Categories: Technology / Disability Inclusion

AI for a Fairer Future: Empowering People with Disabilities

AI for a Fairer Future: Empowering People with Disabilities

The promise of AI when lived experience leads

Artificial intelligence is not inherently equitable. Its impact depends on who designs it and whose needs are prioritized. When AI tools are built with lived experience at their heart—from conversational screen readers to adaptive dashboards and real-time captioning—they do more than remove barriers. They unlock agency, empower learning, and enable leadership. The right AI can turn access into opportunity, letting individuals learn at their own pace, contribute in ways that feel meaningful, and participate in communities that once overlooked them.

Avoiding a ‘shinier version of the same old bias’

discrimination and bias have long shadowed technology. Surashree Rahane, born with club foot and polymelia, speaks to the mindset shift needed in tech design. “Don’t just seek jobs, create them,” she says. “That’s how I learned that leadership itself is inclusion.” Rahane’s work as founder and CEO of Yearbook Canvas, which specialises in digital yearbooks for academic institutions, reveals how structural barriers—like inaccessible infrastructure, biased funding networks, and rigid education systems—persist even as technology advances.

To counter these barriers, Rahane is collaborating with Newton School of Technology near New Delhi to develop inclusive academic design and AI-based learning tools that adapt to each student’s pace. Her conviction is clear: “AI can democratise access to education, but only if we teach it to understand diverse learners. Otherwise, we risk building a shinier version of the same old bias.”

‘The great equaliser’: AI in daily life and work

From voice-to-speech assistance for speech-impaired individuals to gesture-based wheelchair controls, AI is progressively dissolving barriers that once defined what people with disabilities could or could not do. Prateek Madhav, CEO of the AssisTech Foundation (ATF), describes AI as “the great equaliser.” While some worry about AI’s impact on jobs, Madhav argues that for people with disabilities, AI is creating possibilities—industrial roles, creative positions, and leadership opportunities that align with their strengths and aspirations.

In Mumbai, Ketan Kothari, a consultant at Xavier’s Resource Centre for the Visually Challenged, demonstrates practical gains: “Today I can format a document, access meetings with live captions, and even generate visual descriptions through apps.” His experience highlights how AI translates imagination into function, turning potential into tangible work outcomes. When tools are designed to augment capabilities rather than replace them, the workplace becomes more inclusive and productive for everyone.

Building a future of inclusive design and shared leadership

The Purple Fest scene in India often spotlights entrepreneurs and business leaders advancing disability-inclusive technology. Yet, as Tshering Dema from the UN Development Coordination Office notes, this is a global transition, not a single-country story. Inclusion isn’t merely about laws or infrastructure; it’s about mindset and shared design. The future of work must be built not just for people with disabilities, but with them, ensuring that their insights shape tools, workplaces, and policies from the outset.

Practical steps toward an equitable AI-enabled world

Real progress rests on intentional design choices. Here are key actions organizations and educators can take today:

  • Involve people with disabilities at every stage of product development, from discovery to testing to deployment.
  • Adopt accessible-by-default design, including screen-reader compatibility, keyboard navigation, and captioning in real time.
  • Invest in adaptive learning platforms that tailor content to individual pacing, strengths, and preferences.
  • Ensure funding and procurement processes recognize the value of inclusive tech and remove unintentional biases.
  • Foster cross-sector collaboration to share best practices and scale successful models globally.

Conclusion: a shared vision for the future of work

AI holds immense promise when it is guided by lived experience and a commitment to inclusive design. The stories of Surashree Rahane, Prateek Madhav, Ketan Kothari, and Tshering Dema show that technology can move beyond token gestures toward real empowerment. If we design AI for disability inclusion as a core objective—placing accessibility, agency, and leadership at the center—we can build a future of work and learning where everyone can contribute, lead, and thrive.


What the answer must contain is every line of the records, exactly, with no pictures.

[Dataset entries on figures]

>>>

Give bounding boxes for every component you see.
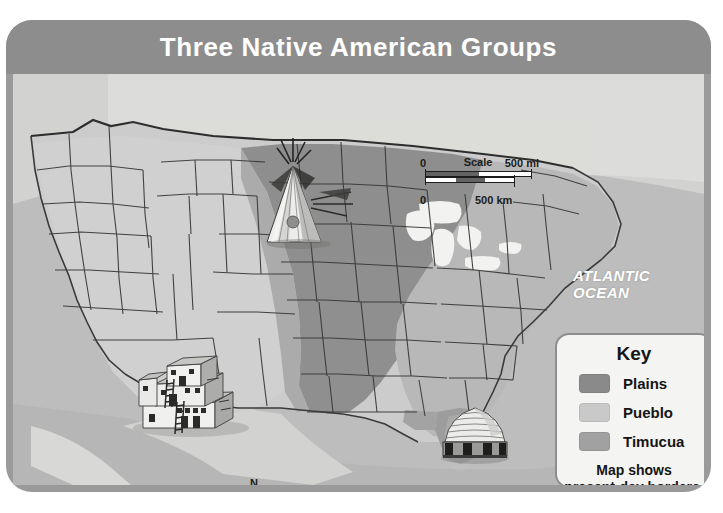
key-note: Map shows present-day borders. xyxy=(557,462,704,485)
map-page: Three Native American Groups xyxy=(0,0,723,513)
atlantic-ocean-line-1: ATLANTIC xyxy=(573,267,704,284)
key-label-timucua: Timucua xyxy=(623,433,684,450)
map-canvas: PACIFIC OCEAN ATLANTIC OCEAN Gulf of Mex… xyxy=(13,74,704,485)
scale-tick-right-miles xyxy=(531,169,532,179)
key-note-line-2: present-day borders. xyxy=(563,479,704,485)
map-scale-bar: Scale 0 500 mi 0 500 km xyxy=(417,156,539,204)
compass-rose-icon xyxy=(216,478,294,485)
key-swatch-pueblo xyxy=(579,403,610,422)
scale-bar-kilometers-fill xyxy=(456,178,485,182)
page-title: Three Native American Groups xyxy=(160,32,557,63)
key-swatch-timucua xyxy=(579,432,610,451)
compass-rose: N S E W xyxy=(216,478,294,485)
key-swatch-plains xyxy=(579,374,610,393)
scale-tick-right-km xyxy=(514,175,515,187)
scale-bar-miles-fill xyxy=(426,172,479,176)
key-item-pueblo[interactable]: Pueblo xyxy=(579,398,704,427)
map-key: Key Plains Pueblo Timucua xyxy=(555,333,704,485)
key-title: Key xyxy=(557,343,704,365)
key-item-timucua[interactable]: Timucua xyxy=(579,427,704,456)
scale-miles-end-label: 500 mi xyxy=(505,157,539,169)
map-frame: Three Native American Groups xyxy=(6,20,711,492)
scale-tick-left xyxy=(425,169,426,185)
scale-km-start-label: 0 xyxy=(420,194,426,206)
atlantic-ocean-line-2: OCEAN xyxy=(573,284,704,301)
key-item-list: Plains Pueblo Timucua xyxy=(557,369,704,456)
key-label-plains: Plains xyxy=(623,375,667,392)
key-label-pueblo: Pueblo xyxy=(623,404,673,421)
map-title-bar: Three Native American Groups xyxy=(6,20,711,74)
atlantic-ocean-label: ATLANTIC OCEAN xyxy=(573,267,704,302)
scale-km-end-label: 500 km xyxy=(475,194,512,206)
key-note-line-1: Map shows xyxy=(563,462,704,479)
scale-bar-kilometers xyxy=(425,177,515,183)
key-item-plains[interactable]: Plains xyxy=(579,369,704,398)
scale-miles-start-label: 0 xyxy=(420,157,426,169)
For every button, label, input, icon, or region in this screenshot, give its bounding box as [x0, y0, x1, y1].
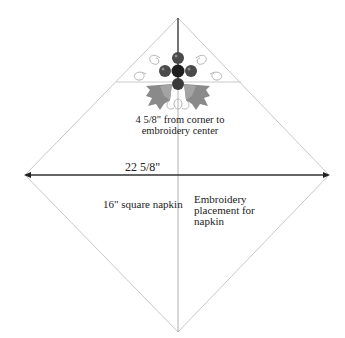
width-dimension-arrow: [24, 172, 330, 178]
distance-label-line2: embroidery center: [118, 125, 242, 136]
width-label: 22 5/8": [125, 162, 175, 173]
placement-label: Embroidery placement for napkin: [194, 194, 264, 227]
placement-label-line3: napkin: [194, 216, 264, 227]
berry-icon: [159, 52, 197, 90]
distance-label-line1: 4 5/8" from corner to: [118, 114, 242, 125]
napkin-size-label: 16" square napkin: [103, 199, 183, 210]
distance-label: 4 5/8" from corner to embroidery center: [118, 114, 242, 136]
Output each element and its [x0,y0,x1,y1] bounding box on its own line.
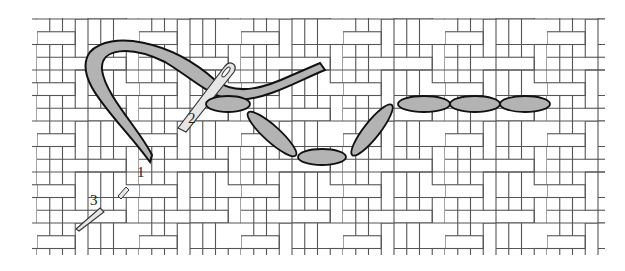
embroidery-diagram: 1 2 3 [0,0,625,271]
woven-fabric-grid [32,18,605,255]
stitch [298,149,346,165]
label-step-1: 1 [137,164,145,180]
stitch [450,96,500,112]
label-step-3: 3 [90,192,98,208]
stitch [206,96,250,112]
label-step-2: 2 [188,110,196,126]
stitch [500,96,550,112]
stitch [398,96,450,112]
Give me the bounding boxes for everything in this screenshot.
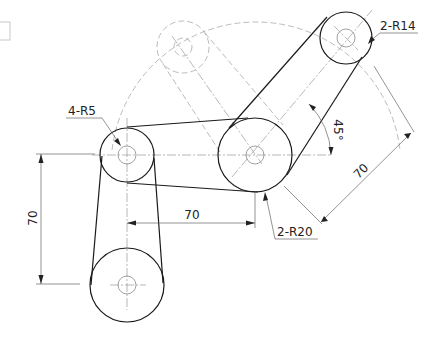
dim-line-diagonal [321,133,411,222]
pulley-top-right [320,12,372,64]
phantom-belt-left [163,64,220,152]
arrow-hole [114,138,121,146]
arrow-diag-bottom [321,216,328,222]
hole-radius-label: 4-R5 [68,104,96,118]
vertical-distance-label: 70 [26,210,40,225]
swing-arc [112,22,400,150]
arrow-left [127,221,136,226]
leader-hole-radius: 4-R5 [66,104,121,146]
belt-middle-top-upper [229,17,327,128]
belt-middle-top-lower [287,57,362,175]
dimension-vertical: 70 [26,154,95,284]
belt-left-bottom-outer [91,156,102,285]
arrow-right [246,221,255,226]
horizontal-distance-label: 70 [184,208,199,222]
arrow-up [39,154,44,163]
leader-small-pulley-radius: 2-R14 [368,19,418,44]
arrow-angle-bottom [329,147,334,155]
phantom-geometry [112,21,400,164]
diagonal-distance-label: 70 [351,161,372,182]
dimension-diagonal: 70 [284,66,414,224]
leader-large-pulley-radius: 2-R20 [263,192,318,239]
large-pulley-radius-label: 2-R20 [277,225,313,239]
leader-line-r20 [266,196,275,239]
pulley-drawing: 70 70 70 45° 4-R5 2-R14 [0,0,441,348]
belt-upper-left-middle [127,118,248,127]
dimension-horizontal: 70 [127,193,255,228]
phantom-pulley-hole [174,38,192,56]
belt-left-bottom-inner [154,158,163,283]
belts [91,17,362,285]
small-pulley-radius-label: 2-R14 [380,19,416,33]
ext-line-diag-bottom [284,186,322,224]
arrow-diag-top [404,133,411,139]
angle-label: 45° [331,119,345,140]
phantom-pulley [157,21,209,73]
arrow-angle-top [309,104,316,111]
arrow-down [39,275,44,284]
phantom-center-line [172,36,262,164]
arrow-r20 [263,192,268,201]
sheet-frame-corner [0,22,10,40]
pulley-top-right-center [334,26,358,50]
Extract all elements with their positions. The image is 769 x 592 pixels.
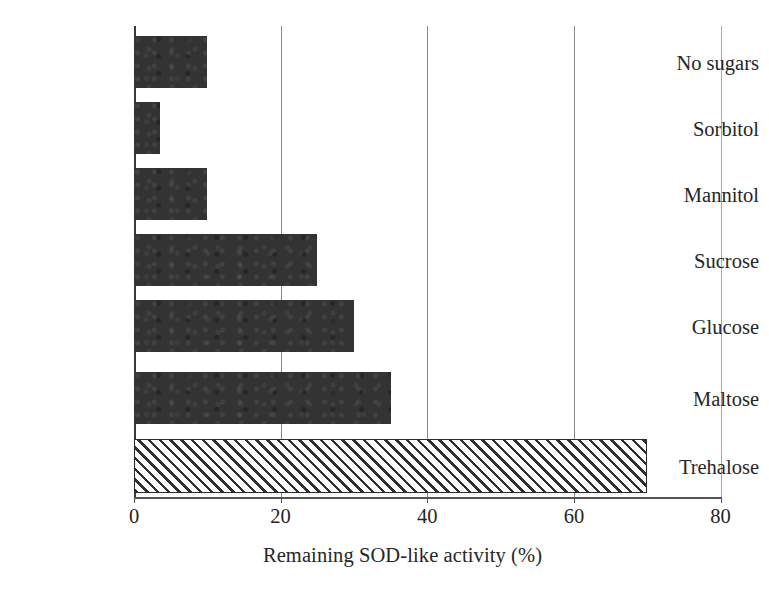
xtick-mark-80 <box>721 497 722 503</box>
bar-maltose <box>134 372 391 424</box>
category-label-sucrose: Sucrose <box>641 251 769 272</box>
xtick-label-80: 80 <box>691 505 751 528</box>
xtick-label-60: 60 <box>544 505 604 528</box>
bar-row-sorbitol <box>134 102 721 154</box>
category-label-mannitol: Mannitol <box>641 185 769 206</box>
bar-glucose <box>134 300 354 352</box>
bar-sucrose <box>134 234 317 286</box>
xtick-label-40: 40 <box>397 505 457 528</box>
xtick-mark-0 <box>134 497 135 503</box>
x-axis-title-text: Remaining SOD-like activity (%) <box>227 544 542 567</box>
xtick-mark-40 <box>427 497 428 503</box>
bar-mannitol <box>134 168 207 220</box>
category-label-trehalose: Trehalose <box>641 457 769 478</box>
bar-row-mannitol <box>134 168 721 220</box>
category-label-glucose: Glucose <box>641 317 769 338</box>
bar-chart-figure: No sugars Sorbitol Mannitol Sucrose Gluc… <box>0 0 769 592</box>
bar-row-maltose <box>134 372 721 424</box>
category-label-no-sugars: No sugars <box>641 53 769 74</box>
bar-row-trehalose <box>134 439 721 493</box>
bar-trehalose <box>134 439 647 493</box>
bar-row-sucrose <box>134 234 721 286</box>
xtick-mark-20 <box>281 497 282 503</box>
bar-row-glucose <box>134 300 721 352</box>
xtick-mark-60 <box>574 497 575 503</box>
bar-row-no-sugars <box>134 36 721 88</box>
category-label-maltose: Maltose <box>641 389 769 410</box>
category-label-sorbitol: Sorbitol <box>641 119 769 140</box>
x-axis-title: Remaining SOD-like activity (%) <box>0 544 769 567</box>
bar-no-sugars <box>134 36 207 88</box>
bar-sorbitol <box>134 102 160 154</box>
xtick-label-20: 20 <box>251 505 311 528</box>
xtick-label-0: 0 <box>104 505 164 528</box>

<<<

# SOLUTION
Give bounding boxes for every component you see.
key-note: Map shows present-day borders. xyxy=(557,462,704,485)
map-page: Three Native American Groups xyxy=(0,0,723,513)
atlantic-ocean-line-1: ATLANTIC xyxy=(573,267,704,284)
key-label-timucua: Timucua xyxy=(623,433,684,450)
map-canvas: PACIFIC OCEAN ATLANTIC OCEAN Gulf of Mex… xyxy=(13,74,704,485)
scale-tick-right-miles xyxy=(531,169,532,179)
key-note-line-2: present-day borders. xyxy=(563,479,704,485)
map-scale-bar: Scale 0 500 mi 0 500 km xyxy=(417,156,539,204)
compass-rose-icon xyxy=(216,478,294,485)
key-swatch-pueblo xyxy=(579,403,610,422)
scale-bar-kilometers-fill xyxy=(456,178,485,182)
page-title: Three Native American Groups xyxy=(160,32,557,63)
key-swatch-timucua xyxy=(579,432,610,451)
compass-rose: N S E W xyxy=(216,478,294,485)
key-swatch-plains xyxy=(579,374,610,393)
scale-tick-right-km xyxy=(514,175,515,187)
scale-bar-miles-fill xyxy=(426,172,479,176)
key-item-pueblo[interactable]: Pueblo xyxy=(579,398,704,427)
map-key: Key Plains Pueblo Timucua xyxy=(555,333,704,485)
key-title: Key xyxy=(557,343,704,365)
key-item-timucua[interactable]: Timucua xyxy=(579,427,704,456)
scale-miles-end-label: 500 mi xyxy=(505,157,539,169)
map-frame: Three Native American Groups xyxy=(6,20,711,492)
scale-tick-left xyxy=(425,169,426,185)
scale-km-start-label: 0 xyxy=(420,194,426,206)
atlantic-ocean-line-2: OCEAN xyxy=(573,284,704,301)
key-item-list: Plains Pueblo Timucua xyxy=(557,369,704,456)
key-label-plains: Plains xyxy=(623,375,667,392)
key-label-pueblo: Pueblo xyxy=(623,404,673,421)
map-title-bar: Three Native American Groups xyxy=(6,20,711,74)
atlantic-ocean-label: ATLANTIC OCEAN xyxy=(573,267,704,302)
scale-km-end-label: 500 km xyxy=(475,194,512,206)
key-note-line-1: Map shows xyxy=(563,462,704,479)
scale-bar-kilometers xyxy=(425,177,515,183)
key-item-plains[interactable]: Plains xyxy=(579,369,704,398)
scale-miles-start-label: 0 xyxy=(420,157,426,169)
For every button, label, input, icon, or region in this screenshot, give its bounding box as [x0, y0, x1, y1].
width-dimension-arrow: [24, 172, 330, 178]
distance-label-line2: embroidery center: [118, 125, 242, 136]
width-label: 22 5/8": [125, 162, 175, 173]
placement-label: Embroidery placement for napkin: [194, 194, 264, 227]
placement-label-line3: napkin: [194, 216, 264, 227]
berry-icon: [159, 52, 197, 90]
distance-label-line1: 4 5/8" from corner to: [118, 114, 242, 125]
napkin-size-label: 16" square napkin: [103, 199, 183, 210]
distance-label: 4 5/8" from corner to embroidery center: [118, 114, 242, 136]
Output each element and its [x0,y0,x1,y1] bounding box on its own line.
embroidery-diagram: 1 2 3 [0,0,625,271]
woven-fabric-grid [32,18,605,255]
stitch [298,149,346,165]
label-step-1: 1 [137,164,145,180]
stitch [450,96,500,112]
label-step-3: 3 [90,192,98,208]
stitch [206,96,250,112]
label-step-2: 2 [188,110,196,126]
stitch [500,96,550,112]
stitch [398,96,450,112]
Give me the bounding boxes for everything in this screenshot.
dim-line-diagonal [321,133,411,222]
pulley-top-right [320,12,372,64]
phantom-belt-left [163,64,220,152]
arrow-hole [114,138,121,146]
arrow-diag-bottom [321,216,328,222]
hole-radius-label: 4-R5 [68,104,96,118]
vertical-distance-label: 70 [26,210,40,225]
swing-arc [112,22,400,150]
arrow-left [127,221,136,226]
leader-hole-radius: 4-R5 [66,104,121,146]
belt-middle-top-upper [229,17,327,128]
belt-middle-top-lower [287,57,362,175]
dimension-vertical: 70 [26,154,95,284]
belt-left-bottom-outer [91,156,102,285]
arrow-right [246,221,255,226]
horizontal-distance-label: 70 [184,208,199,222]
arrow-up [39,154,44,163]
leader-small-pulley-radius: 2-R14 [368,19,418,44]
arrow-angle-bottom [329,147,334,155]
phantom-geometry [112,21,400,164]
diagonal-distance-label: 70 [351,161,372,182]
dimension-diagonal: 70 [284,66,414,224]
leader-large-pulley-radius: 2-R20 [263,192,318,239]
large-pulley-radius-label: 2-R20 [277,225,313,239]
leader-line-r20 [266,196,275,239]
pulley-drawing: 70 70 70 45° 4-R5 2-R14 [0,0,441,348]
belt-upper-left-middle [127,118,248,127]
dimension-horizontal: 70 [127,193,255,228]
phantom-pulley-hole [174,38,192,56]
belt-left-bottom-inner [154,158,163,283]
belts [91,17,362,285]
small-pulley-radius-label: 2-R14 [380,19,416,33]
ext-line-diag-bottom [284,186,322,224]
arrow-diag-top [404,133,411,139]
angle-label: 45° [331,119,345,140]
phantom-pulley [157,21,209,73]
arrow-angle-top [309,104,316,111]
arrow-down [39,275,44,284]
phantom-center-line [172,36,262,164]
arrow-r20 [263,192,268,201]
sheet-frame-corner [0,22,10,40]
pulley-top-right-center [334,26,358,50]
Extract all elements with their positions. The image is 769 x 592 pixels.
xtick-mark-80 <box>721 497 722 503</box>
bar-maltose <box>134 372 391 424</box>
category-label-sucrose: Sucrose <box>641 251 769 272</box>
xtick-label-80: 80 <box>691 505 751 528</box>
xtick-label-60: 60 <box>544 505 604 528</box>
bar-row-sorbitol <box>134 102 721 154</box>
category-label-mannitol: Mannitol <box>641 185 769 206</box>
bar-glucose <box>134 300 354 352</box>
bar-sucrose <box>134 234 317 286</box>
xtick-label-40: 40 <box>397 505 457 528</box>
xtick-mark-0 <box>134 497 135 503</box>
x-axis-title-text: Remaining SOD-like activity (%) <box>227 544 542 567</box>
xtick-mark-40 <box>427 497 428 503</box>
bar-mannitol <box>134 168 207 220</box>
category-label-trehalose: Trehalose <box>641 457 769 478</box>
bar-row-mannitol <box>134 168 721 220</box>
category-label-glucose: Glucose <box>641 317 769 338</box>
bar-chart-figure: No sugars Sorbitol Mannitol Sucrose Gluc… <box>0 0 769 592</box>
bar-row-maltose <box>134 372 721 424</box>
category-label-no-sugars: No sugars <box>641 53 769 74</box>
bar-row-trehalose <box>134 439 721 493</box>
bar-trehalose <box>134 439 647 493</box>
bar-row-sucrose <box>134 234 721 286</box>
xtick-mark-20 <box>281 497 282 503</box>
bar-row-glucose <box>134 300 721 352</box>
xtick-mark-60 <box>574 497 575 503</box>
bar-row-no-sugars <box>134 36 721 88</box>
category-label-maltose: Maltose <box>641 389 769 410</box>
category-label-sorbitol: Sorbitol <box>641 119 769 140</box>
x-axis-title: Remaining SOD-like activity (%) <box>0 544 769 567</box>
bar-no-sugars <box>134 36 207 88</box>
bar-sorbitol <box>134 102 160 154</box>
xtick-label-20: 20 <box>251 505 311 528</box>
xtick-label-0: 0 <box>104 505 164 528</box>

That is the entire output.